Retail and payments platforms have a particular interest in reducing false positives in fraud and abuse systems because each interruption can lead customers to abandon a transaction. Shopify said merchants need stronger ways to identify real shoppers and approved software agents without adding unnecessary barriers at checkout.

"In commerce, every extra challenge, delay, or false positive can turn a purchase into an abandoned cart. Merchants need effective protections against automated abuse, but buyers shouldn't have to pay for them with unnecessary friction or invasive tracking. Shopify is proud to help develop PACT as an open, privacy-preserving standard that can help the millions of businesses on our platform distinguish legitimate shoppers and authorised agents from abusive traffic while preserving buyer privacy," said Ilya Grigorik, Distinguished Engineer at Shopify.

Browser backing

Support from browser makers could be important if the protocol is to gain broad use across the web. Browser vendors sit at a key point between users and websites, and any system that depends on token exchange and privacy controls will need their co-operation to work at scale.

Microsoft framed the work as part of a wider effort to keep anti-abuse tools interoperable across the open web rather than locked into isolated systems.

"The health of the web depends on effective, interoperable, privacy-preserving tools that enable sites to combat abuse without unnecessary user friction. Microsoft is excited to collaborate on developing new standards and helping ensure their deployment across the open web," said Erik Anderson, Director of Engineering, Web Platform, at Microsoft Edge.

Mozilla also pointed to growing pressure on websites to use blunter methods to separate people from bots. Those methods include identity checks, paywalls, and CAPTCHA systems that can frustrate users and drive more data collection.

"Mozilla is committed to defending openness and user privacy on the web. An avalanche of automated traffic is pushing sites to adopt blunt defences-paywalls, identity checks, CAPTCHAs, and invasive tracking-simply to tell whether a request comes from a human.
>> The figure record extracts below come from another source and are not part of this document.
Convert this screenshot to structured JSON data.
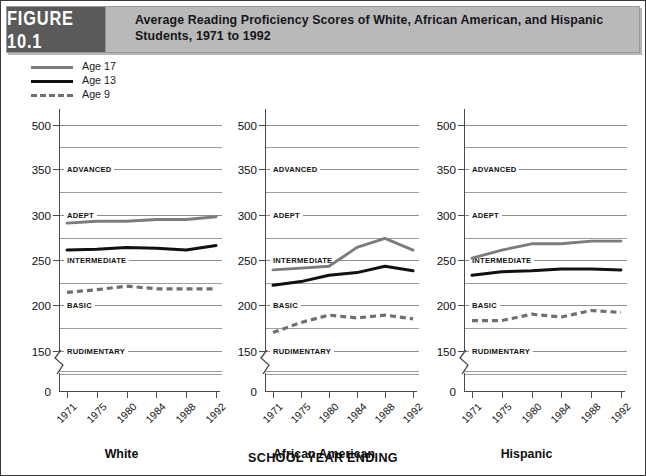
{
  "figure": {
    "tag": "FIGURE 10.1",
    "title": "Average Reading Proficiency Scores of White, African American, and Hispanic Students, 1971 to 1992"
  },
  "legend": {
    "position": "top-left",
    "items": [
      {
        "label": "Age 17",
        "color": "#7c7c7c",
        "style": "solid"
      },
      {
        "label": "Age 13",
        "color": "#111111",
        "style": "solid"
      },
      {
        "label": "Age 9",
        "color": "#6f6f6f",
        "style": "dashed"
      }
    ]
  },
  "axis_title": "SCHOOL YEAR ENDING",
  "chart_data": {
    "type": "line",
    "title": "Average Reading Proficiency Scores of White, African American, and Hispanic Students, 1971 to 1992",
    "xlabel": "SCHOOL YEAR ENDING",
    "ylabel": "",
    "x": [
      1971,
      1975,
      1980,
      1984,
      1988,
      1992
    ],
    "xticklabels": [
      "1971",
      "1975",
      "1980",
      "1984",
      "1988",
      "1992"
    ],
    "yticks": [
      150,
      200,
      250,
      300,
      350,
      500
    ],
    "yticklabels": [
      "150",
      "200",
      "250",
      "300",
      "350",
      "500"
    ],
    "ylim": [
      140,
      510
    ],
    "zero_label": "0",
    "grid": true,
    "legend_position": "above-plot-left",
    "proficiency_bands": [
      {
        "label": "RUDIMENTARY",
        "value": 150
      },
      {
        "label": "BASIC",
        "value": 200
      },
      {
        "label": "INTERMEDIATE",
        "value": 250
      },
      {
        "label": "ADEPT",
        "value": 300
      },
      {
        "label": "ADVANCED",
        "value": 350
      }
    ],
    "panels": [
      {
        "name": "White",
        "series": [
          {
            "name": "Age 17",
            "color": "#7c7c7c",
            "style": "solid",
            "values": [
              291,
              293,
              293,
              295,
              295,
              298
            ]
          },
          {
            "name": "Age 13",
            "color": "#111111",
            "style": "solid",
            "values": [
              261,
              262,
              264,
              263,
              261,
              266
            ]
          },
          {
            "name": "Age 9",
            "color": "#6f6f6f",
            "style": "dashed",
            "values": [
              214,
              217,
              221,
              218,
              218,
              218
            ]
          }
        ]
      },
      {
        "name": "African American",
        "series": [
          {
            "name": "Age 17",
            "color": "#7c7c7c",
            "style": "solid",
            "values": [
              239,
              241,
              243,
              264,
              274,
              261
            ]
          },
          {
            "name": "Age 13",
            "color": "#111111",
            "style": "solid",
            "values": [
              222,
              226,
              233,
              236,
              243,
              238
            ]
          },
          {
            "name": "Age 9",
            "color": "#6f6f6f",
            "style": "dashed",
            "values": [
              170,
              181,
              189,
              186,
              189,
              185
            ]
          }
        ]
      },
      {
        "name": "Hispanic",
        "series": [
          {
            "name": "Age 17",
            "color": "#7c7c7c",
            "style": "solid",
            "values": [
              252,
              261,
              268,
              268,
              271,
              271
            ]
          },
          {
            "name": "Age 13",
            "color": "#111111",
            "style": "solid",
            "values": [
              233,
              237,
              238,
              240,
              240,
              239
            ]
          },
          {
            "name": "Age 9",
            "color": "#6f6f6f",
            "style": "dashed",
            "values": [
              183,
              183,
              190,
              187,
              194,
              192
            ]
          }
        ]
      }
    ]
  }
}
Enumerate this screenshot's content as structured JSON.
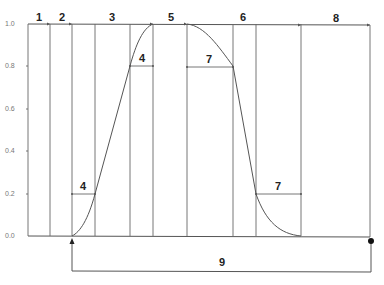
{
  "diagram": {
    "type": "waveform-timing",
    "y_axis": {
      "ticks": [
        "1.0",
        "0.8",
        "0.6",
        "0.4",
        "0.2",
        "0.0"
      ]
    },
    "top_segments": [
      {
        "label": "1"
      },
      {
        "label": "2"
      },
      {
        "label": "3"
      },
      {
        "label": "5"
      },
      {
        "label": "6"
      },
      {
        "label": "8"
      }
    ],
    "interval_labels": {
      "rise_low": "4",
      "rise_high": "4",
      "fall_high": "7",
      "fall_low": "7"
    },
    "period_label": "9",
    "colors": {
      "line": "#555555",
      "text": "#222222",
      "tick_text": "#777777"
    }
  }
}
We can build a better solution that maintains strong privacy and provides a much less annoying experience for real humans using the web. This project requires collaboration across the ecosystem, and we're thrilled to work with Cloudflare and other like-minded partners to bring it to life," said Bobby Holley, Chief Technology Officer for Firefox at Mozilla.
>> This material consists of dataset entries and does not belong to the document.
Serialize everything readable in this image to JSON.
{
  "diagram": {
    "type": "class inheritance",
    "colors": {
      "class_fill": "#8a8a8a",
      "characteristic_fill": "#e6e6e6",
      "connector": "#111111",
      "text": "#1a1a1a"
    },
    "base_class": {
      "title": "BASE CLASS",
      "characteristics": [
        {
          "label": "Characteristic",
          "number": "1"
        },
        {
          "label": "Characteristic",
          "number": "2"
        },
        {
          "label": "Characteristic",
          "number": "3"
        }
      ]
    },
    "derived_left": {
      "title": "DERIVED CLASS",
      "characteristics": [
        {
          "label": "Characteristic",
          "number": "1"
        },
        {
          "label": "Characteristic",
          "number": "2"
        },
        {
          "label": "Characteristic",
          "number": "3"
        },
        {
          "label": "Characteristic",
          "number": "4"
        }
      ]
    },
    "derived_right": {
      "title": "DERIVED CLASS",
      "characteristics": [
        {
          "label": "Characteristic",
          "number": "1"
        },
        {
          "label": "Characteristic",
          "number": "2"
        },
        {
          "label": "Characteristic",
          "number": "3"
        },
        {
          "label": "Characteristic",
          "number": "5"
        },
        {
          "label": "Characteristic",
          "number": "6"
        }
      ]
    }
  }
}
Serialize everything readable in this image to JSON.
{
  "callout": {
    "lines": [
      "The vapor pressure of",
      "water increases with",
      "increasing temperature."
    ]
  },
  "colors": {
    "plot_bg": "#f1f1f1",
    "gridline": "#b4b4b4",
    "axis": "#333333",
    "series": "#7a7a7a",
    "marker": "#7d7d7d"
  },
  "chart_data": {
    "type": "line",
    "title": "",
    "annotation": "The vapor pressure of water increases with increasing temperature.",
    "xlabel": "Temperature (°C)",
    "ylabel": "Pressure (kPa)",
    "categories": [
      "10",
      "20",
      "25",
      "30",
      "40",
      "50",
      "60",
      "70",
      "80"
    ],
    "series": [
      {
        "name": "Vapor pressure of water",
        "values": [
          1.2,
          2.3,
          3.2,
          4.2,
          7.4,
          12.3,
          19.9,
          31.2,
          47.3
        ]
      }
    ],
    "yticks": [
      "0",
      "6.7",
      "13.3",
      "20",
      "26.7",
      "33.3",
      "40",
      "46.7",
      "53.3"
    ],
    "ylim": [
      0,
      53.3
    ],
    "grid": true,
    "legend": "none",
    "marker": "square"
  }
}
The companies have presented PACT as a standards-based response to a changing internet, where software agents are likely to become more common in search, shopping, and other routine tasks. If widely adopted, the approach could give websites another way to vet traffic without tying trust decisions to persistent user tracking or account-based checks.

For Cloudflare, which sits in front of a large volume of global web traffic, the project also highlights how internet infrastructure groups are trying to shape the rules for distinguishing between legitimate automation and abuse as that line becomes harder to draw.